A great storm blew across Europe in 1993 and even the trees of Treblinka were torn out by their roots. The Nazis had destroyed their death camp before the arrival of the Red Army almost half a century earlier, scattering the remains of hundreds of thousands of their Jewish victims.
Now, only a series of grey stones, each marked with the town or city in which the unseen dead once lived, lay across the site, along with candles and – after the tempest – a litter of uprooted trees. I wandered across and looked at the upturned roots. There were tiny fragments of bone in the undergrowth and in one twisted root, a human tooth; it had a dentist's filling which faintly reflected the grey Polish afternoon.
With director Michael Dutfield, I was making a film series, Beirut to Bosnia, which asked why Muslims had come to hate the West. I had traced the original home of a Palestinian exile in Beirut to Acre; here, the elderly Jewish owner – for under Israeli law, the Palestinian home was now his home – told me of his eviction from Poland and the murder of his mother in the gas chambers of Treblinka. We found his Polish house in the town of Trebinja – "are they coming back?" the woman householder asked in consternation after I knocked on the door in the desolate coal-mining town – and filmed at Treblinka where the old man's mother had been killed.
There is a bleak railway station, still with a "Treblinka" sign over the platform, and a grass-covered way where a siding once took the cattle trains of Jews into the tall trees obscuring the camp and up to the selection ramps. Even the roads we drove on to reach Treblinka were built by the Nazis. I knew all about this wickedness. Only six years earlier, in Jerusalem, I had attended part of the trial of "Ivan the Terrible", the death camp guard who had bludgeoned the Jews into the gas chambers of this awful place. Day after day, Israeli schoolchildren would be taken to the modern little courtroom in west Jerusalem where John Demjanjuk was on trial, to learn at first hand what fate the Nazis – Demjanjuk was himself a Ukrainian – had visited on the Jews of Europe.
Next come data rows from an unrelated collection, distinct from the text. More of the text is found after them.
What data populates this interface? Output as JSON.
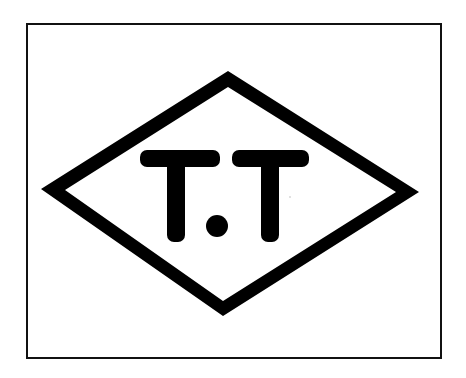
{
  "mark": {
    "text": "T.T",
    "description": "Trademark logo: letters T.T inside a diamond within a rectangular frame",
    "colors": {
      "background": "#ffffff",
      "ink": "#000000",
      "frame": "#111111"
    }
  },
  "frame": {
    "x": 27,
    "y": 24,
    "width": 414,
    "height": 334,
    "stroke_width": 2
  },
  "diamond": {
    "outer": {
      "top": [
        228,
        71
      ],
      "right": [
        419,
        192
      ],
      "bottom": [
        223,
        316
      ],
      "left": [
        41,
        189
      ]
    },
    "inner": {
      "top": [
        228,
        87
      ],
      "right": [
        396,
        192
      ],
      "bottom": [
        223,
        301
      ],
      "left": [
        65,
        190
      ]
    }
  },
  "letters": [
    {
      "char": "T",
      "crossbar": {
        "x": 140,
        "y": 150,
        "width": 80,
        "height": 17
      },
      "stem": {
        "x": 167,
        "y": 150,
        "width": 18,
        "height": 92
      }
    },
    {
      "char": ".",
      "dot": {
        "cx": 217,
        "cy": 226,
        "r": 11
      }
    },
    {
      "char": "T",
      "crossbar": {
        "x": 232,
        "y": 150,
        "width": 77,
        "height": 17
      },
      "stem": {
        "x": 261,
        "y": 150,
        "width": 18,
        "height": 92
      }
    }
  ]
}
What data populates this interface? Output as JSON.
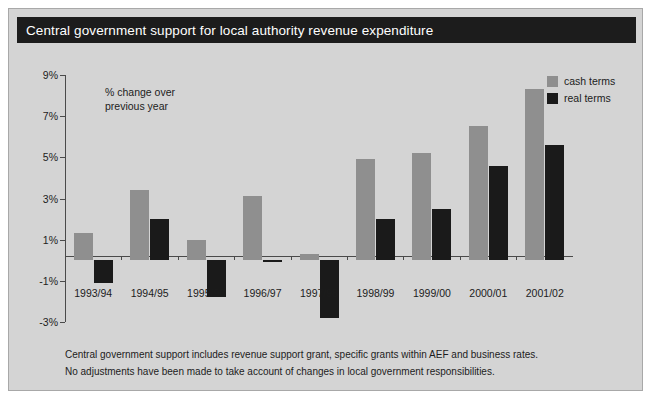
{
  "title": "Central government support for local authority revenue expenditure",
  "annotation": [
    "% change over",
    "previous year"
  ],
  "legend": [
    {
      "label": "cash terms",
      "color": "#8f8f8f",
      "key": "cash"
    },
    {
      "label": "real terms",
      "color": "#1a1a1a",
      "key": "real"
    }
  ],
  "footnotes": [
    "Central government support includes revenue support grant, specific grants within AEF and business rates.",
    "No adjustments have been made to take account of changes in local government responsibilities."
  ],
  "chart_data": {
    "type": "bar",
    "title": "Central government support for local authority revenue expenditure",
    "subtitle": "% change over previous year",
    "xlabel": "",
    "ylabel": "% change over previous year",
    "ylim": [
      -3,
      9
    ],
    "ytick_step": 2,
    "ytick_labels": [
      "9%",
      "7%",
      "5%",
      "3%",
      "1%",
      "-1%",
      "-3%"
    ],
    "ytick_values": [
      9,
      7,
      5,
      3,
      1,
      -1,
      -3
    ],
    "grid": false,
    "legend_position": "top-right",
    "categories": [
      "1993/94",
      "1994/95",
      "1995/96",
      "1996/97",
      "1997/98",
      "1998/99",
      "1999/00",
      "2000/01",
      "2001/02"
    ],
    "series": [
      {
        "name": "cash terms",
        "color": "#8f8f8f",
        "values": [
          1.3,
          3.4,
          1.0,
          3.1,
          0.3,
          4.9,
          5.2,
          6.5,
          8.3
        ]
      },
      {
        "name": "real terms",
        "color": "#1a1a1a",
        "values": [
          -1.1,
          2.0,
          -1.8,
          -0.1,
          -2.8,
          2.0,
          2.5,
          4.6,
          5.6
        ]
      }
    ]
  }
}
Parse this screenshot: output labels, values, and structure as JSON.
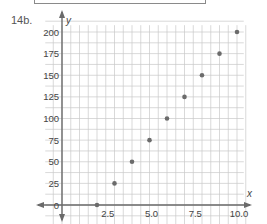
{
  "problem": {
    "label": "14b."
  },
  "chart_data": {
    "type": "scatter",
    "title": "",
    "xlabel": "x",
    "ylabel": "y",
    "x": [
      1,
      2,
      3,
      4,
      5,
      6,
      7,
      8,
      9,
      10
    ],
    "y": [
      -25,
      0,
      25,
      50,
      75,
      100,
      125,
      150,
      175,
      200
    ],
    "xlim": [
      -0.5,
      10.5
    ],
    "ylim": [
      -37.5,
      212.5
    ],
    "x_ticks": [
      "2.5",
      "5.0",
      "7.5",
      "10.0"
    ],
    "y_ticks": [
      "200",
      "175",
      "150",
      "125",
      "100",
      "75",
      "50",
      "25",
      "0",
      "-25"
    ],
    "grid": true,
    "legend": null
  },
  "colors": {
    "grid": "#c8c8c8",
    "axis": "#6a6a6a",
    "point": "#6b6b6b"
  }
}
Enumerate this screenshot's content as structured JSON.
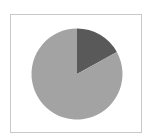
{
  "chart_data": {
    "type": "pie",
    "title": "",
    "categories": [
      "Slice A",
      "Slice B"
    ],
    "values": [
      17,
      83
    ],
    "colors": [
      "#595959",
      "#a3a3a3"
    ],
    "start_angle_deg": 0,
    "direction": "clockwise",
    "legend": "none",
    "data_labels": "none"
  },
  "frame": {
    "border_color": "#c8c8c8"
  }
}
Demjanjuk, with his piercing glasses and sharp face, looked every bit the part as witnesses stepped forward to identify him as the cruellest of their tormentors at Treblinka. His European lawyer, an Irishman who stayed at the American Colony hotel, insisted that Demjanjuk's identity card, a vital part of Israel's evidence, was a forgery.
He was a handsome man – Israeli girls swooned over him – who took his lawyer's duties as seriously as the court took their responsibility for the accused. Demjanjuk was innocent, he insisted. And, after sentencing him to death and confining him to six years in a condemned cell, the court eventually came to the same conclusion. Demjanjuk was not "Ivan the Terrible". He was sent back to America, whence he had originally been extradited. Although vital evidence had been kept from the trial judges by the Americans – and despite the fairness of the Israeli trial of an even greater monster, Adolf Eichmann, in 1962 – this was not Israel's finest hour.
So I was all the more stunned when, driving back from Treblinka to Warsaw after our 1993 film shoot – it was the same year as Demjanjuk's release – our Polish translator, a young female lawyer, asked if I had heard of the Ukrainian Nazi camp guard. Yes, I said, I had been at Demjanjuk's trial in Jerusalem. We were now travelling close to Sobibor, a brutal satellite camp of Treblinka during the Nazi occupation, and our translator suddenly remarked that "everyone round here knows Demjanjuk". I turned to her in amazement. "Yes," she said. "His then-wife lived in Sobibor, not Treblinka, and lots of people knew her and knew him. His name is very well known in Sobibor." That wonderful writer Gitta Sereny had already worked out the Sobibor connection. But here were people who actually remembered Demjanjuk.
I returned to the kidnap hell of Beirut and quickly forgot the conversation. And there I still was in the Middle East three months ago when John Demjanjuk went on trial yet again, this time in Germany and – much more to the point – for his crimes against humanity at Sobibor. No longer the sharp-faced bureaucrat-guard I had seen in Jerusalem, no longer gifted with the sobriquet of "Ivan the Terrible" (real name Ivan Marchenko), he wore large black sunglasses and sat on a hospital gurney – he was now 91 – and spoke not a word during his Munich trial.
He got a mere five years' imprisonment for complicity in the murder of 28,060 Jews at Sobibor and was allowed to go free pending his appeal. One of the very last survivors of Sobibor, 90-year old Jules Schelvis, who lost his wife and parents in the gas chambers, put a very pertinent question at the end of the trial. "Have we won or have we lost?" he asked.
Why did it take 18 years – from Jerusalem to Munich – to get Demjanjuk? I ask myself this question in Beirut where lesser criminals – responsible for perhaps a thousand deaths, maybe two thousand, in the Beirut civil war – live happily on in permanent immunity scarcely 21 years after their crimes were committed.
I hope Demjanjuk ends his days in prison. But why didn't the Israelis get his identity right? Why didn't they try him for Sobibor? Why did I return to Beirut and forget about the conversation with my Polish translator? How come Milosevic dies in jail and Mladic and Karadzic await their day in court, while Demjanjuk is safely tucked up at home? Justice? How many years after the murder of the man whose decaying tooth I found at Treblinka does his killer become irrelevant, the crime more important than the criminal?